Hopes and fears: A remedy for cynicism
With the terrorist attack that barely failed on a U.S. jetliner on Christmas Day and the opening of a new U.S. “front” against terrorist cells in Yemen, the year 2009 (and the decade of the “00s”) came to a somber conclusion. The struggle against radical Islamic terrorists remains a long, twilight struggle. If they are realistic, Americans know that terrorists are likely to land some blows against them, no matter how sophisticated and coordinated the efforts of security agencies.
The events of year’s end darkened some of the hope that President Obama sparked in June when he went to Cairo, Egypt, to seek “a new beginning” between the U.S. and Muslims around the world. Acknowledging failings on both sides, Obama insisted that America and Islam “need not be in competition” and that they share “common principles of justice and progress, tolerance and the dignity of all human beings.” This eloquent, dramatic gesture toward reconciliation was enough to earn Obama the year’s Nobel Peace Prize—an award given for the hopes it engendered rather than any peace achieved. (The Cairo speech was also judged by the Religion Newswriters Association to be the top religion news story of the year. For more on the year in review, see the recap in this issue.)
Obama himself recalibrated hopes in early December when he used his Nobel acceptance speech to offer a defense of U.S. military action. Military force remains a necessary instrument of justice in a world where evil exists, he maintained. “Negotiations cannot convince al-Qaeda’s leaders to lay down their arms.”
Obama went on to offer an almost theological meditation on “the imperfections of man and the limits of reason.” His exemplars of moral action were cases of people heroically hoping against hope, like the “young protestor [who] awaits the brutality of her government but has the courage to march on” and the mother mired in poverty who manages to send her child to school “because she believes that a cruel world still has a place for that child’s dreams.” Embracing paradoxes that theologian Reinhold Niebuhr would appreciate, Obama concluded: “We can acknowledge that oppression will always be with us and still strive for justice. We can admit the intractability of deprivation and still strive for dignity. Clear-eyed, we can understand there will be war and still strive for peace.”
Obama has a theology for the long, twilight struggle. The challenge, for Obama as for all Christian realists, is to ensure that realism never devolves into cynicism, an acceptance of business as usual.
The way to guard against cynicism is to live in hope. We need both an ultimate hope in the triumph of God’s purposes and the everyday hope of the sort that prompted Obama to go to Cairo in the first place—the hope that shared interests in peace and dignity can be found across boundaries of religion and nation. A hope rooted in a common human identity is, as Niebuhr also taught, profoundly realistic.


● Exercise description
For the data below, say how many lines contain "model". Only the number should be given.

● Provided entries
^^^^

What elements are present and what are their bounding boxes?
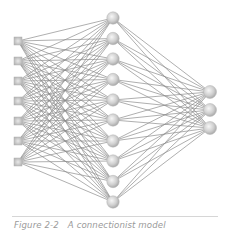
hidden-node xyxy=(107,114,119,126)
connection-line xyxy=(113,92,210,182)
hidden-node xyxy=(107,135,119,147)
connection-line xyxy=(18,100,113,162)
connection-line xyxy=(113,18,210,92)
input-node xyxy=(14,77,22,85)
hidden-node xyxy=(107,73,119,85)
connection-line xyxy=(18,162,113,182)
caption-divider xyxy=(12,216,218,217)
input-node xyxy=(14,97,22,105)
connection-line xyxy=(113,110,210,182)
output-node xyxy=(204,86,217,99)
hidden-node xyxy=(107,196,119,208)
connection-line xyxy=(113,92,210,141)
connection-line xyxy=(113,92,210,202)
input-node xyxy=(14,137,22,145)
connection-line xyxy=(113,80,210,93)
hidden-node xyxy=(107,12,119,24)
input-node xyxy=(14,117,22,125)
connection-line xyxy=(18,161,113,162)
input-node xyxy=(14,158,22,166)
hidden-node xyxy=(107,32,119,44)
hidden-node xyxy=(107,155,119,167)
connectionist-network-diagram xyxy=(0,0,229,212)
connection-line xyxy=(18,18,113,41)
hidden-node xyxy=(107,175,119,187)
hidden-node xyxy=(107,94,119,106)
figure-label: Figure 2-2 xyxy=(14,220,59,230)
connection-line xyxy=(18,162,113,202)
input-node xyxy=(14,37,22,45)
connection-lines xyxy=(18,18,210,202)
connection-line xyxy=(113,110,210,161)
figure-caption: Figure 2-2A connectionist model xyxy=(14,220,166,230)
figure-title: A connectionist model xyxy=(68,220,166,230)
output-node xyxy=(204,122,217,135)
input-node xyxy=(14,57,22,65)
output-node xyxy=(204,104,217,117)
network-nodes xyxy=(14,12,217,208)
hidden-node xyxy=(107,53,119,65)
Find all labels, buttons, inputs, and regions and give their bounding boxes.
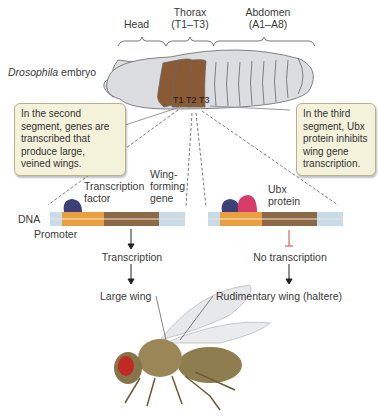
label-large-wing: Large wing (100, 290, 151, 302)
diagram-canvas (0, 0, 379, 417)
region-braces (118, 37, 315, 46)
label-dna: DNA (18, 213, 40, 225)
label-thorax-range: (T1–T3) (164, 18, 216, 30)
label-haltere: Rudimentary wing (haltere) (216, 290, 342, 302)
label-head: Head (124, 18, 149, 30)
label-ubx-protein: Ubx protein (268, 183, 300, 207)
segment-t2: T2 (186, 94, 197, 106)
label-thorax: Thorax (170, 6, 210, 18)
segment-t3: T3 (199, 94, 210, 106)
segment-t1: T1 (173, 94, 184, 106)
label-no-transcription: No transcription (244, 251, 336, 263)
label-transcription-factor: Transcription factor (84, 180, 144, 204)
label-abdomen: Abdomen (238, 6, 298, 18)
label-promoter: Promoter (34, 228, 77, 240)
label-wing-forming-gene: Wing- forming gene (150, 168, 185, 204)
embryo-label: Drosophila embryo (8, 66, 96, 78)
label-transcription: Transcription (96, 251, 168, 263)
label-abdomen-range: (A1–A8) (238, 18, 298, 30)
callout-third-segment: In the third segment, Ubx protein inhibi… (296, 103, 376, 176)
callout-second-segment: In the second segment, genes are transcr… (14, 103, 126, 176)
fly-illustration (114, 285, 270, 410)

^^^^

● Task answer
2